I am all new to Kubernetes. That said: I'm looking to add failover capabilities to an existing dockerized service which you'd probably consider as legacy service, in the sense that it requires an active/standby failover handling (full rationale will be rather long to describe, it has to do with spatial indexing and geo data processing where for a given scenario having multiple active instances will make things worse in regards to scalability and performance, e.g. sharding would get incredibly hard to handle).
My service is an HTTP REST service (in C++) and uses is a DB client to a distributed RQLite DB which stores all data managed by this service. I want to achieve the following:
- I want to have 3 RQLite services up and running continuously at all times, distributed to three nodes if possible (NB: RQLite itself uses RAFT with a default group of three).

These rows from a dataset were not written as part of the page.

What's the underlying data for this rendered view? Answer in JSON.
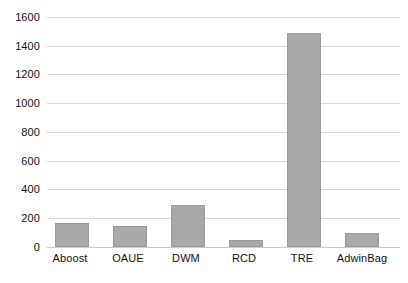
{
  "chart_data": {
    "type": "bar",
    "title": "",
    "subtitle": "",
    "xlabel": "",
    "ylabel": "",
    "categories": [
      "Aboost",
      "OAUE",
      "DWM",
      "RCD",
      "TRE",
      "AdwinBag"
    ],
    "values": [
      170,
      148,
      290,
      47,
      1490,
      100
    ],
    "ylim": [
      0,
      1600
    ],
    "ytick_labels": [
      "0",
      "200",
      "400",
      "600",
      "800",
      "1000",
      "1200",
      "1400",
      "1600"
    ],
    "ytick_values": [
      0,
      200,
      400,
      600,
      800,
      1000,
      1200,
      1400,
      1600
    ],
    "grid": true,
    "legend": false,
    "legend_position": "none",
    "bar_color": "#a9a9a9",
    "bar_border_color": "#9a9a9a",
    "gridline_color": "#d8d8d8",
    "background_color": "#ffffff",
    "text_color": "#111111"
  }
}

- I also want to have 2-3 services of my own app running all time, one of them must be the master all others must remain in standby.
- Services must be able to know another (e.g. resolve IPs of RQLite instances)
I could have missed it, but don't whether active/standby is actively supported by Kubernetes. I've found some dated answers like the one here (How should application using active/passive redundant model be containerized using kubernetes?).
But before looking into many details which are all new to me, I'd like to get your rationale whether Kubernetes is actually the correct foundation for such kind of scenario (Nomad might be better for such "legacy" apps?)?
It would be great if you could provide a minimal example to demonstrate how Kubernetes can solve my failover wows.